One Small Victory for Property Rights
OK, the amount isn’t small, but this is one of many fights needing to be fought. The Las Vegas Review Journal opines:
EDITORIAL: Airport restrictions constitute a ‘taking’
High court upholds award to property ownerThe U.S. Supreme Court’s loathsome ruling in Kelo v. New London did, at least, awaken Americans to government assaults on property rights.
Perhaps Nevada’s own high court has now seen the light.
Last week, the justices voted 5-2 to uphold a lower court ruling that requires McCarran International Airport to pay a $6.5 million judgment to Las Vegas businessman Steve Sisolak for placing a height restriction on his property years after he acquired the land, and for diminishing the value of that land by expanding airport operations.
Mr. Sisolak, who serves on the university system Board of Regents, successfully argued that the 35-foot height restriction on land zoned for a hotel, casino or apartments constituted an unconstitutional “taking per se” of his property, and that noise and pollution from jetliners flying a few hundred feet above the land amounted to a “compensable taking.”
What’s important here is that Mr. Sisolak didn’t seek the closure of McCarran or limitations on its operations as a remedy for his losses. The county was justified in placing such restrictions on land owned by Mr. Sisolak and others near McCarran because the development of a large, modern airport is crucial in sustaining Southern Nevada’s tourist economy.
But Mr. Sisolak rightly contended that because the county’s actions diminished the value of his investment, he should be compensated appropriately.
Unless zoning laws say otherwise, you own a certain amount of space above your land (no, I don’t know how high it goes). If you lose the potential for using that space, your property has lost value — maybe a little, maybe, as in Mr. Sisolak’s case, a lot. Assuming that the amount is beyond trifling, you should be must be compensated for that loss in value, even in a valid use of eminent domain, which the airport-Sisolak situation was. Compensation for loss of value would seem to be easy concept to understand, but post-Kelo, one never knows.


• TASK PROMPT: The entries below contain a stretch that opens with the line containing "is (467, 230)." and closes with the line containing "The height and width of the screenshot is (265, 536)."; set down that stretch exactly, both ends included, and nothing else.

• RAW DATA:
+---+

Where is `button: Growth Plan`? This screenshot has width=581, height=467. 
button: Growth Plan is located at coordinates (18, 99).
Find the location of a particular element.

+---+

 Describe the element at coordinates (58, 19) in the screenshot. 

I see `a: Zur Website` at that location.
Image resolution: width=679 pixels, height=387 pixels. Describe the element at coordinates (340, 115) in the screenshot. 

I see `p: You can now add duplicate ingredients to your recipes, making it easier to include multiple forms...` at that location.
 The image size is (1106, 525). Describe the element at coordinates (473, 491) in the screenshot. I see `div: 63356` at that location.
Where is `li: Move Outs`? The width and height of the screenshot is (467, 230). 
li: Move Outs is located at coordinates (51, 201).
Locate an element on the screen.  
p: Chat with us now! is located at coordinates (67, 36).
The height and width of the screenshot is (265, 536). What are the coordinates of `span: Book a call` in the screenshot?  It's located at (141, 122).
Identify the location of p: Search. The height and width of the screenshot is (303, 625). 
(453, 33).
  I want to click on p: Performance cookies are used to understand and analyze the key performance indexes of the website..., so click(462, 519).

+---+

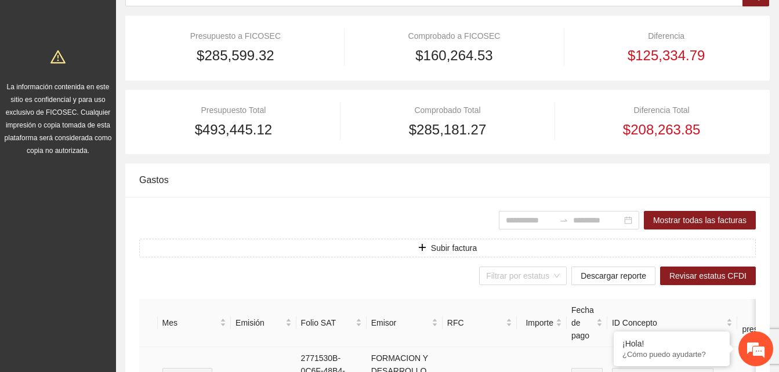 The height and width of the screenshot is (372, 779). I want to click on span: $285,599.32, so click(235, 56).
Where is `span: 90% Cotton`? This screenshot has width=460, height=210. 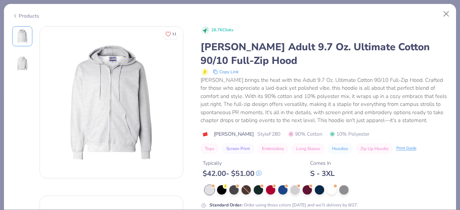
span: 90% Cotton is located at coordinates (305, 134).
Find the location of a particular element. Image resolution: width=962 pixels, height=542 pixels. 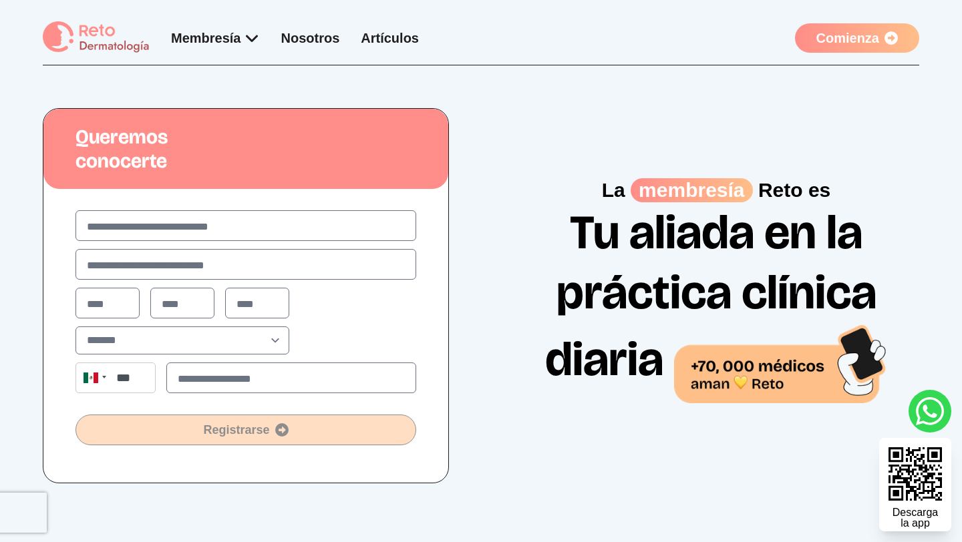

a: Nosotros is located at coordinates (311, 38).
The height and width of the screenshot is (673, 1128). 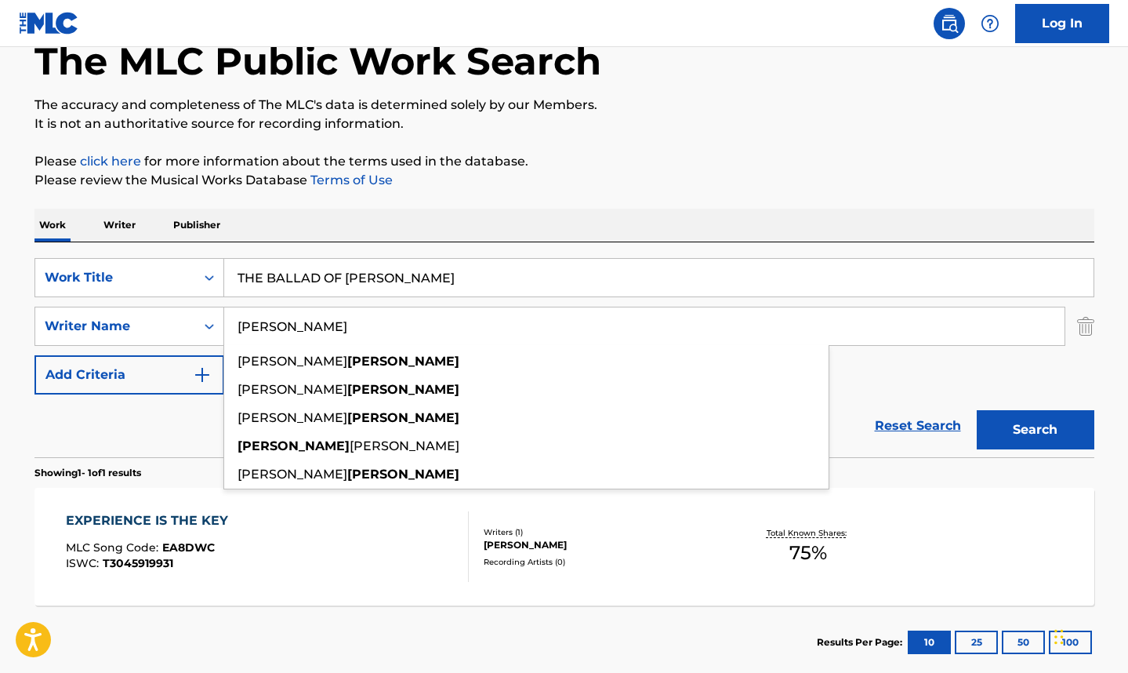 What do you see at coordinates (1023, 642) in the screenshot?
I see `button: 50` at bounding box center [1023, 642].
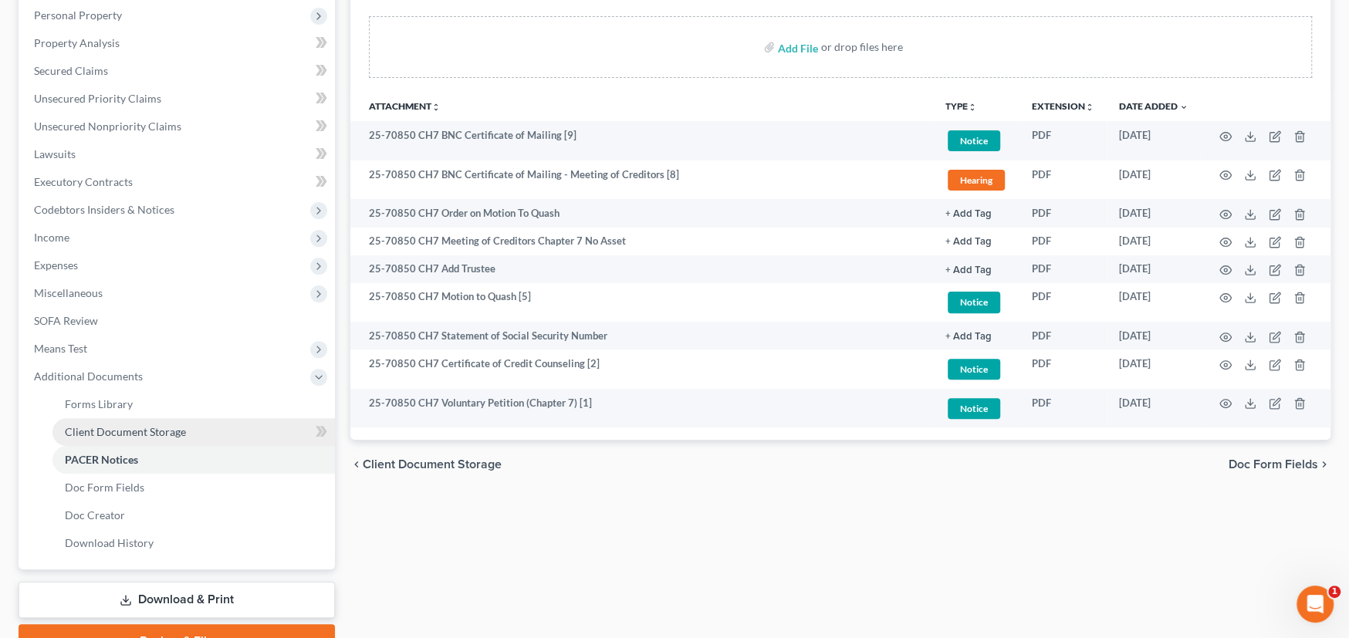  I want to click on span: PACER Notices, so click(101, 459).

+---+

• WRITTEN SOLUTION:
Where is `li: Move Outs`? The width and height of the screenshot is (467, 230). 
li: Move Outs is located at coordinates (51, 201).
Locate an element on the screen.  
p: Chat with us now! is located at coordinates (67, 36).
The height and width of the screenshot is (265, 536). What are the coordinates of `span: Book a call` in the screenshot?  It's located at (141, 122).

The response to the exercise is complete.